[MATERIAL PROVIDED]

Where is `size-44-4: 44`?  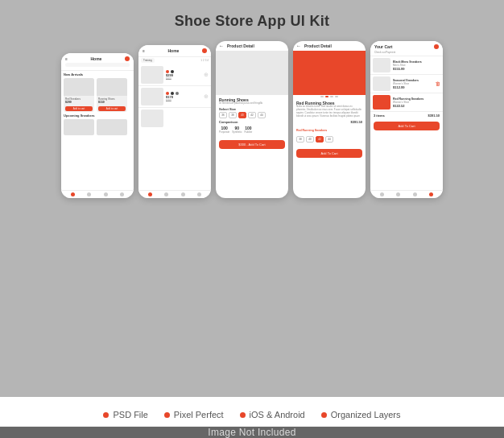 size-44-4: 44 is located at coordinates (329, 139).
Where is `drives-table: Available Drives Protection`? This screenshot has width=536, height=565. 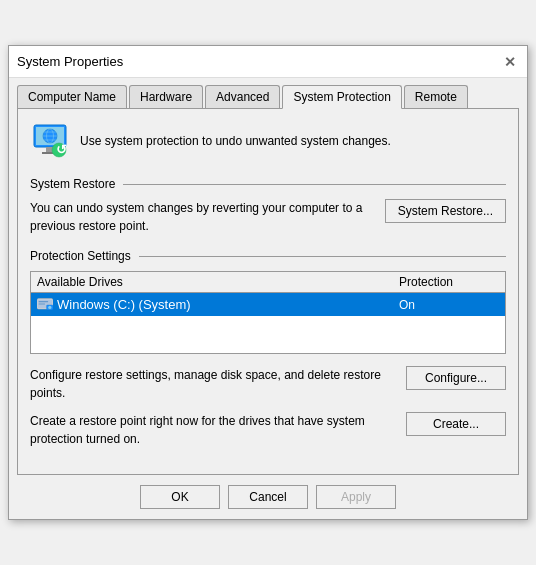
drives-table: Available Drives Protection is located at coordinates (268, 312).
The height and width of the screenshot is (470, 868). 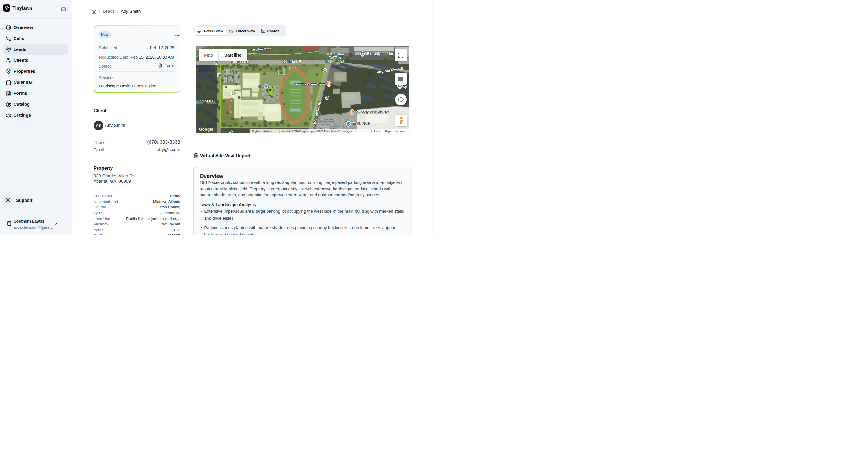 What do you see at coordinates (206, 129) in the screenshot?
I see `svg-text: Google` at bounding box center [206, 129].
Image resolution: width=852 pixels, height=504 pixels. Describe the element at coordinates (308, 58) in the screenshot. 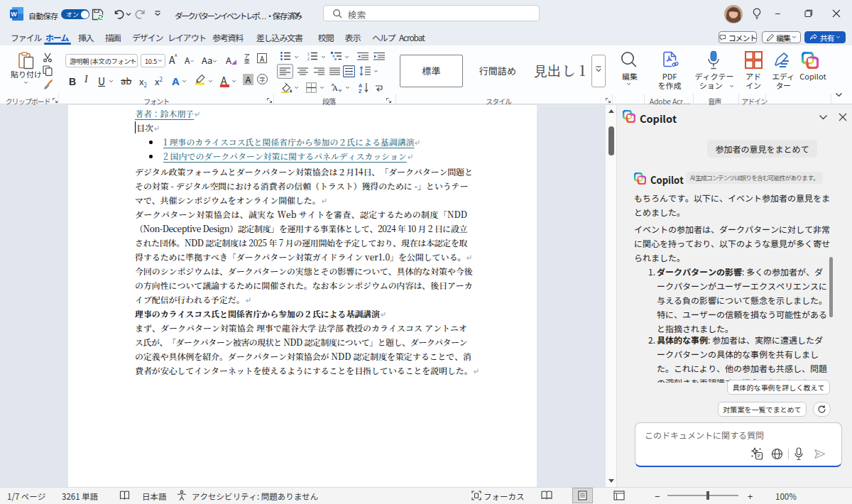

I see `svg-text: 2` at that location.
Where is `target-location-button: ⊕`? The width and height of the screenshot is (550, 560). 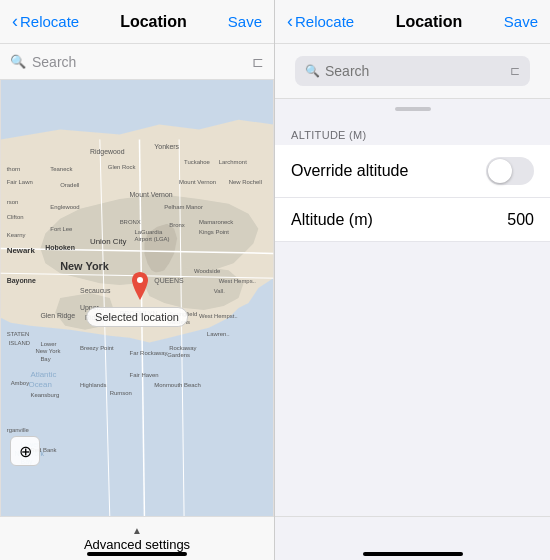 target-location-button: ⊕ is located at coordinates (25, 451).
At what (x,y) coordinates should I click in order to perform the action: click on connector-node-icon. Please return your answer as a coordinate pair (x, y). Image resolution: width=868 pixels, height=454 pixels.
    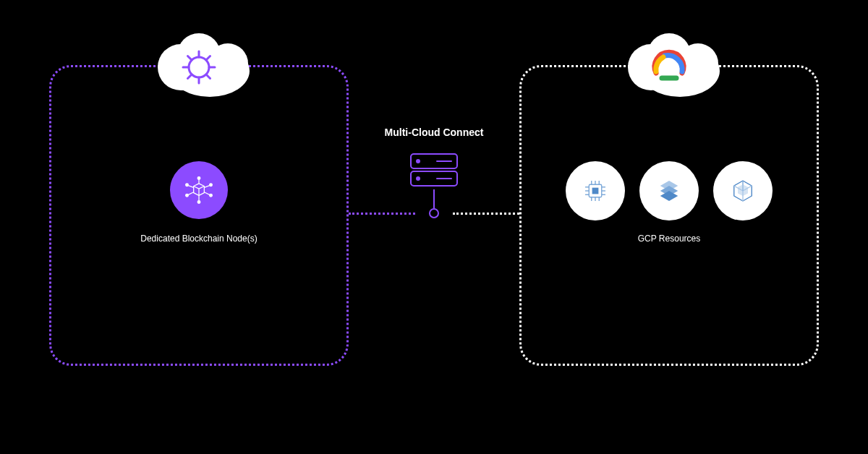
    Looking at the image, I should click on (434, 213).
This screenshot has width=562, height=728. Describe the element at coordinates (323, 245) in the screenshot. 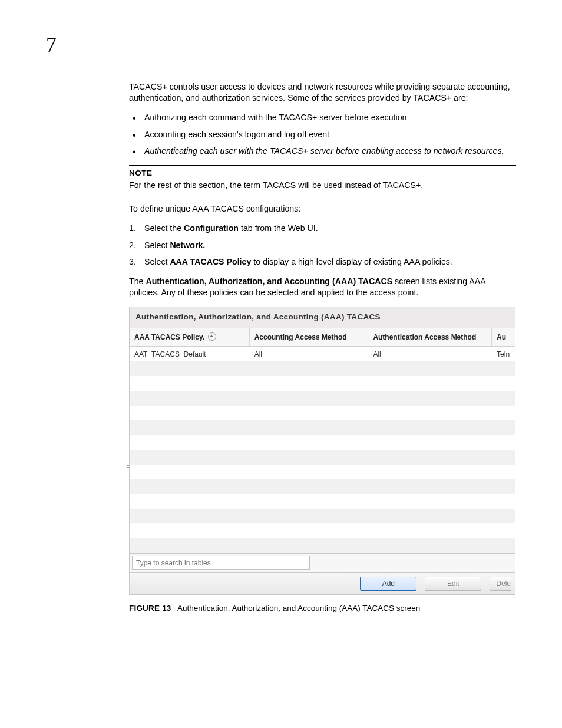

I see `steps-list: Select the Configuration tab from the We…` at that location.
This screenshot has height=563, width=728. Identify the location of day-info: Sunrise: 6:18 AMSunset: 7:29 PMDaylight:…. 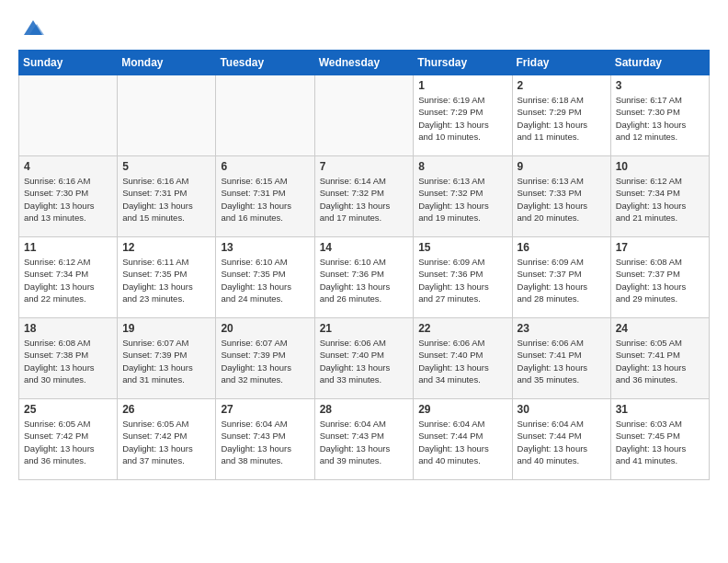
(562, 118).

[/MATERIAL PROVIDED]

» TASK DETAILS: Leaving out the pictures, restate word for word the lines above from the one containing "At what (x,y)" through the end of the records, both ends included.

» EXERCISE RESPONSE:
At what (x,y) coordinates should I click in order to perform the action: click on connector-node-icon. Please return your answer as a coordinate pair (x, y). Image resolution: width=868 pixels, height=454 pixels.
    Looking at the image, I should click on (434, 213).
This screenshot has width=562, height=728. Describe the element at coordinates (323, 245) in the screenshot. 

I see `steps-list: Select the Configuration tab from the We…` at that location.
This screenshot has height=563, width=728. Identify the location of day-info: Sunrise: 6:18 AMSunset: 7:29 PMDaylight:…. 
(562, 118).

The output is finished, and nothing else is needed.